If you are behind in your support payments, you owe a very special kind of debt. It may surprise you to hear that even this debt can be tamed through bankruptcy.
California Law Enables Your Ex-Spouse to be Extremely Aggressive
Your ex-spouse, or a support enforcement agency helping him or her, has very powerful means to get you to pay your child and spousal support obligation. Besides garnishing your wages and bank accounts, Section 17520 of the California Family Code authorizes the DMV to suspend your driver’s license once you are a month behind on support payments. This statute also applies to a commercial driver’s license.
In fact under subsection (a)(2) of that same California statute, your “license, certificate, credential, permit, registration, or any other authorization to engage in a business, occupation, or profession” issued by any “state commission, department, committee, examiner, or agency” can be suspended or revoked. This applies to a wide range of professions and occupations, including physicians, dentists, dental hygienists, veterinarians, architects, building contractors, barbers, cosmetologists, physical and occupational therapists, attorneys, court reporters, and realtors, among many others .
Straight Bankruptcy-Chapter 7-Helps a Little
Chapter 7 can help by legally writing off (“discharging”) all or most of your other debts so that you could then hopefully be able to afford to catch up and keep current on your support. California law gives you 150 days to resolve your support arrearage problems after giving you notice of a pending suspension of your driver’s/occupational/professional license. Also, some local support enforcement agencies may be more flexible. For example, Orange County’s Department of Child Support Services may allow the release of a license suspension if an obligor “signs an agreement to remain current with their child support, pays the current month’s obligation, a nominal amount towards the delinquency and agrees to pay a fair amount monthly towards the arrearages.” Once you discharge your other debts, you will better be able to concentrate on paying the support and complying with such an agreement.

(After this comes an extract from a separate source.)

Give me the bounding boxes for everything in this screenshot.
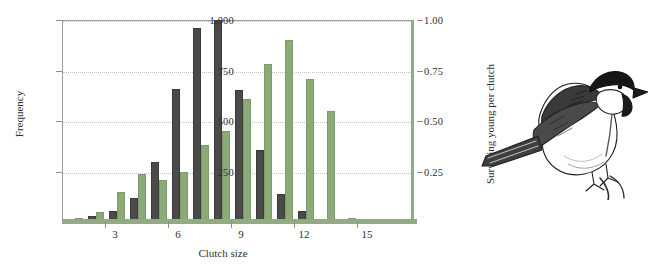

But the filing of the Chapter 7 case itself does not itself legally stop the driver’s or professional/occupational license suspension process. The bankruptcy code’s ” automatic stay ” that freezes almost all collections against you or your property has an exception for child and spousal support. So you should not file a Chapter 7 case to solve a support arrearage problem unless you are not very far behind, are confident that you can get current in 150 days, or have very strong assurances that your local support enforcement agency will work with you in the way described in the paragraph above.
Chapter 13 Payment Plan CAN Help Much More
If instead you file a Chapter 13 case-the three-to-five-year “adjustment of debts” bankruptcy-doing so does legally stop collection of support obligations. The exception mentioned above to the “automatic stay” protection does not apply in most respects to Chapter 13, so you CAN stop the license suspensions and other collection procedures. That’s because Chapter 13 protects your ongoing and future income.
That is, it protects your income as long as you are strictly meeting certain conditions to keep the “automatic stay” in effect:
- The terms of your Chapter 13 plan must demonstrate how you will catch up on all the back support during the life of the plan.
- Your budget must have room for the regular monthly divorce court-ordered support payments
- You must actually pay those regular monthly payments on time, starting with the first one that is legally due right after your Chapter 13 is filed, and then like clockwork every single month thereafter.
- You must also make your monthly plan payments on time, with the result that the back support is in fact be paid in full by the completion of your case.
- At the end of your Chapter 13 case you must certify that you are current on your ongoing support payments, or else you cannot complete your case and get a discharge of your other debts.
Chapter 13 can be a great option because it is more powerful than your ex-spouse and the support enforcement agency, at least in the limited but potentially crucial way just described. For many people it’s an excellent tool because it allows you to favor your support debt over just about every other one, so it’s often a good way to take care of that obligation. Under Chapter 13, often you can pay very little to non-support creditors other than the ones that also matter to you, like your mortgage, vehicle loan, taxes. It’s definitely an option worth looking at if you have fallen behind on your support payments.